John O'Melia, CEO, left, and Ulf Zetterberg, executive vice-chairman, right, of Seal Software.

Artificial intelligence-based contract analytics and discovery provider Seal Software announced today it's moving company CEO Ulf Zetterberg to executive vice chairman, a newly created role focused on understanding consumer needs and expanding Seal's use in legal outsourcing and other use cases. Zetterberg's former position will be filled by John O'Melia, who had held the worldwide field operation executive vice president position before being promoted.

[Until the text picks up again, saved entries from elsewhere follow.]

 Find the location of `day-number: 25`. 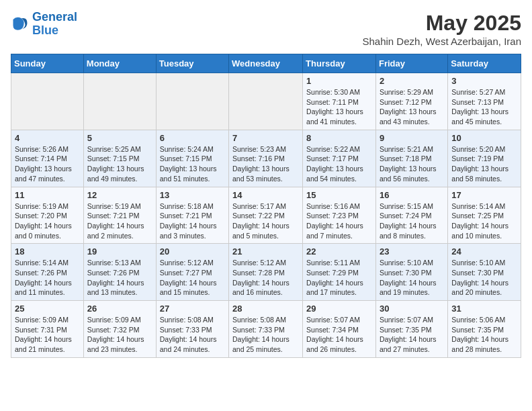

day-number: 25 is located at coordinates (47, 309).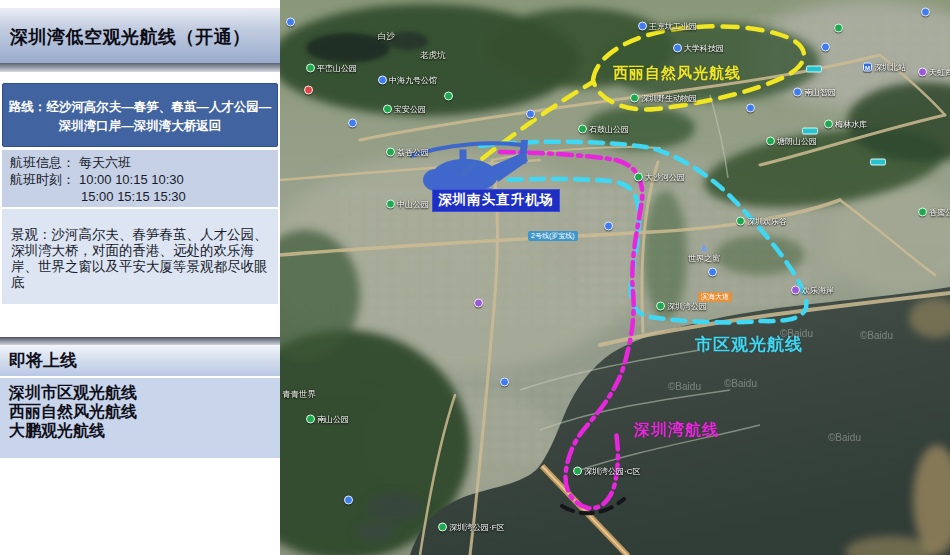 The image size is (950, 555). Describe the element at coordinates (940, 72) in the screenshot. I see `map-place-label: 天虹商场` at that location.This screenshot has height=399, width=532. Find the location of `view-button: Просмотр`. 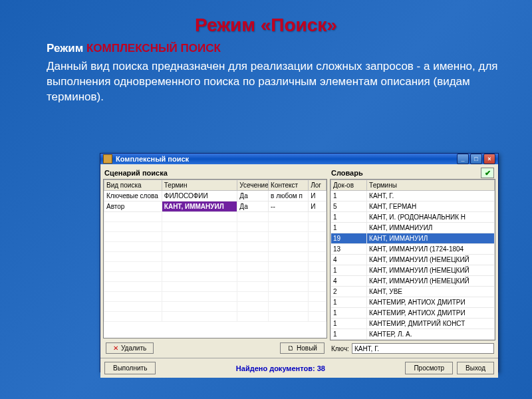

As CEO, O'Melia will handle the day-to-day operations for the company. He also said he will “look at the company end-to-end and make sure there is clarity about what our opportunities are and make sure [we] are executing it.”

O'Melia noted that before joining Seal in 2017, he had 20 years of experience managing worldwide services and customer success for Dell's EMC enterprise content division before the content management services platform was acquired by OpenText.

Currently, Seal's artificial intelligence-powered platform provides contract analytics, discovery and data extraction. Noting the “tremendous business” legal outsourcing companies pick up, Zetterberg said he aims to build an ecosystem of partners to help expand Seal's use in legal outsourcing and identify various other use cases for the platform. Both Zetterberg and O'Melia said the company's success hinges on their technology bringing value to clients' work.

It's about “how can we find an impact in their existing organization and technology,” Zetterberg noted. Additionally, he added that the company must ensure the “customer has multiple avenues to look at how to deploy Seal.”

This recent C-suite move comes after Seal added a few new members to its ranks last year. In 2018, the company hired former pharmaceutical executive Dave Pasirstein as vice president of pharma, life sciences and health care, and also added former Google senior program manager of legal technology Julian Tsisin as its vice president of legal markets.

That same year, the company also closed on a $30 million investment from venture capital firm Toba Capital and acquired analytics company Apogee Legal.

More recently, Seal received a $15 million investment in March from e-signature company DocuSign, with whom it has a partnership. Both companies said at the time that the investment would enhance intelligence and AI capabilities in DocuSign's Agreement Cloud suite of digital agreement software, which Seal's technology currently powers.

As Seal focuses on extending its market, it appears many corporate legal departments are hungry for more outsourced capabilities.

In-house legal operation leaders are eyeing long-term outsourcing to handle legal work, according to a recent Legaltech News article. After legal operations meets its process improvement and technology adoption goals, its upkeep will likely be outsourced to keep head count and budgets low, some legal ops leaders said.

An EY survey released last month also highlighted that in an effort to attract junior in-house employees, corporate legal departments are outsourcing “menial” tasks, including contract management, entity management and document retention.